Not that this solves the programmability of implementing the glyphs in a contact form, but I would like to make a vote for using them.
Even though, as Sleidia's quote states, machines can be better at solving these glyphs than humans, the problem is then in the hands of the spammers. The problem with OCR technology is that it takes too much time. Spammers want to be able to send out email in batches of thousands in as little time as possible -- setting up an OCR script to find and recognise the characters in a glyph steals valuble processor time.
Simply put: if you were a spammer would you target an email form that takes 0.03 sec/email or one that takes 0.09 sec/email? The 0.06 sec/email is about = 60 sec for 1000 emails. The times are guesswork, but the point is valid.
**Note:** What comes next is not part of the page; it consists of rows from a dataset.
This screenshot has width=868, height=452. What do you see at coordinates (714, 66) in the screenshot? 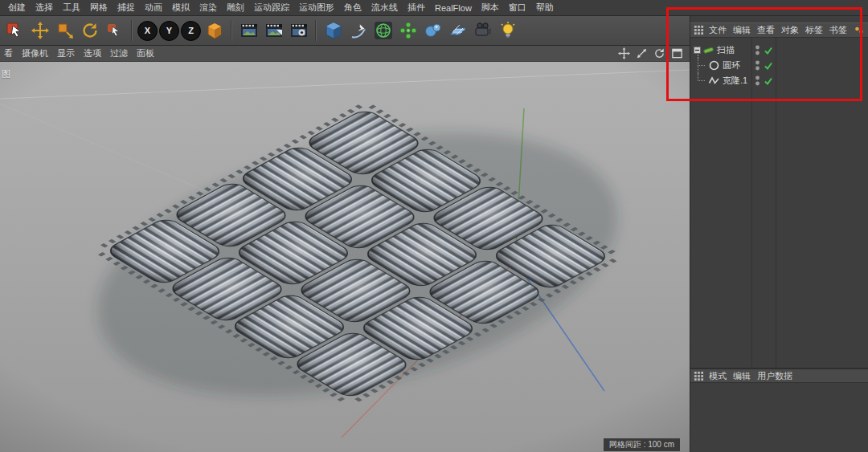
I see `circle-spline-icon` at bounding box center [714, 66].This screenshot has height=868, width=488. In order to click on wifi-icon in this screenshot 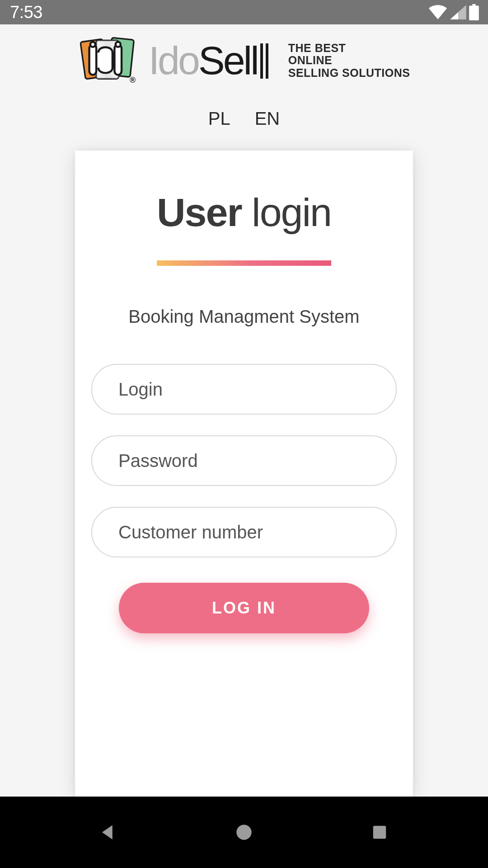, I will do `click(438, 12)`.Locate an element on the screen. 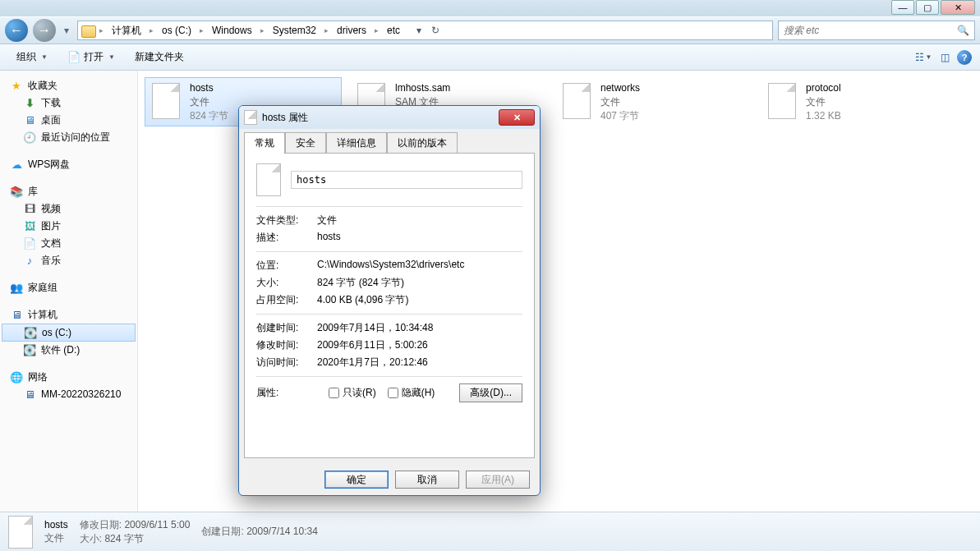 The height and width of the screenshot is (551, 980). help-icon: ? is located at coordinates (964, 57).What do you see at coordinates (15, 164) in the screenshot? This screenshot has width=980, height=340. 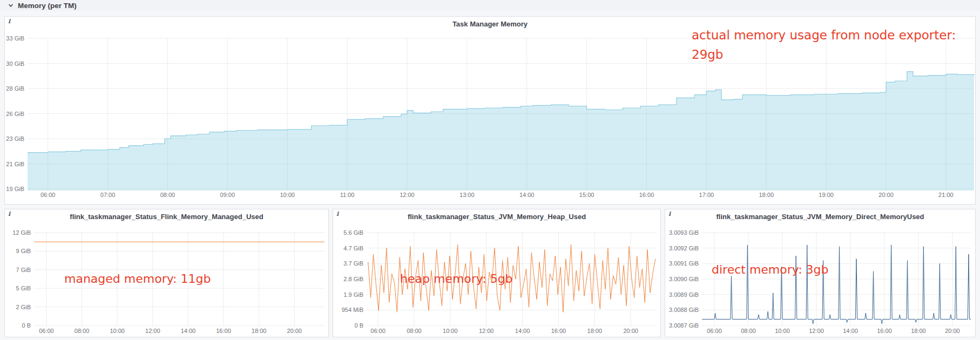 I see `svg-text: 21 GiB` at bounding box center [15, 164].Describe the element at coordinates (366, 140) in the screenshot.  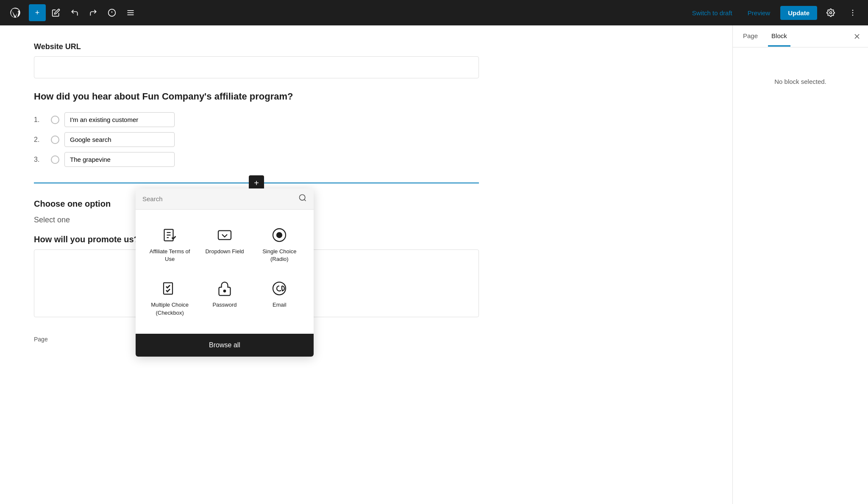
I see `options-list: 1. 2. 3.` at that location.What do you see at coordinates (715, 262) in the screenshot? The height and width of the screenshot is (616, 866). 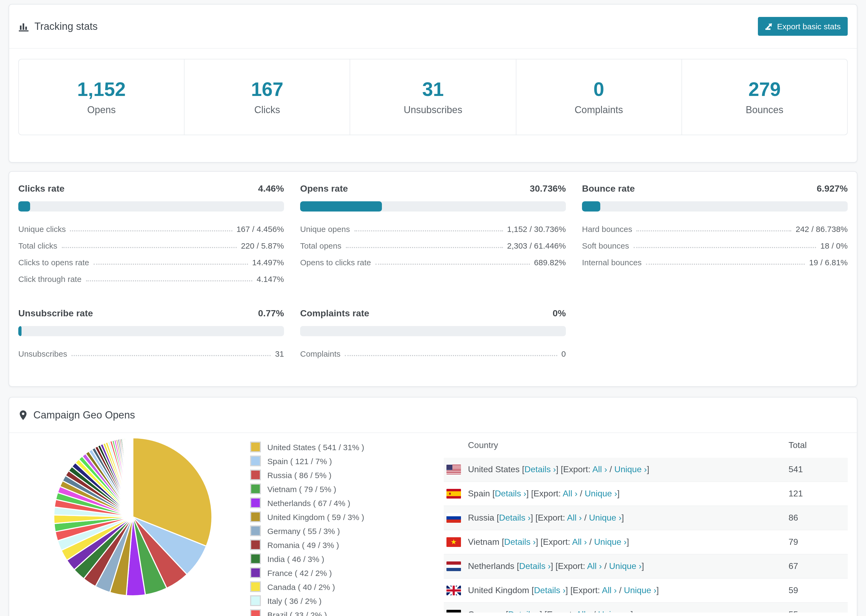 I see `rate-stat-row: Internal bounces19 / 6.81%` at bounding box center [715, 262].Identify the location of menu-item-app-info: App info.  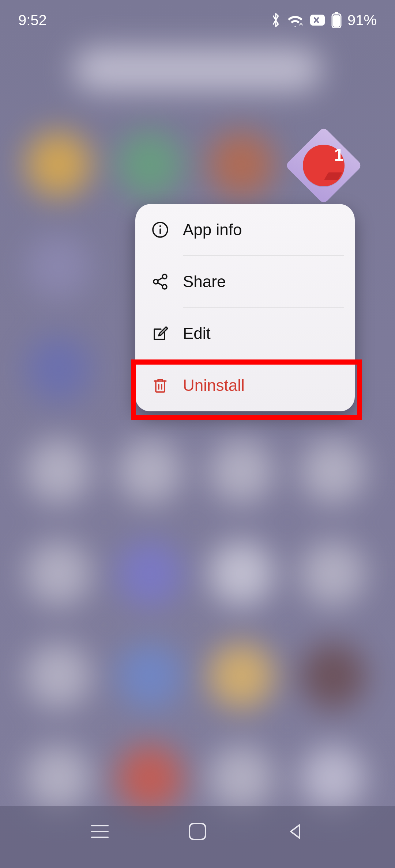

Furthermore, the case study referenced above limited the generated CAPTCHAs to glyphs with a standardized number of characters and near-standardized locations of the characters. In other words "When solving the recognition problem, the segmentation problem is assumed to be solved" This also proved to be the most difficult problem of multicharacter glyphs--finding the characters.
My point is, even though machines can be better at recognizing these characters, a spammer would be much less likely to implement an OCR algorithm to send spam on a public contact form than they would be to just find another form.
Robert Carpenter
Remember....eternity is much longer than this ~80 years we will spend roaming this earth.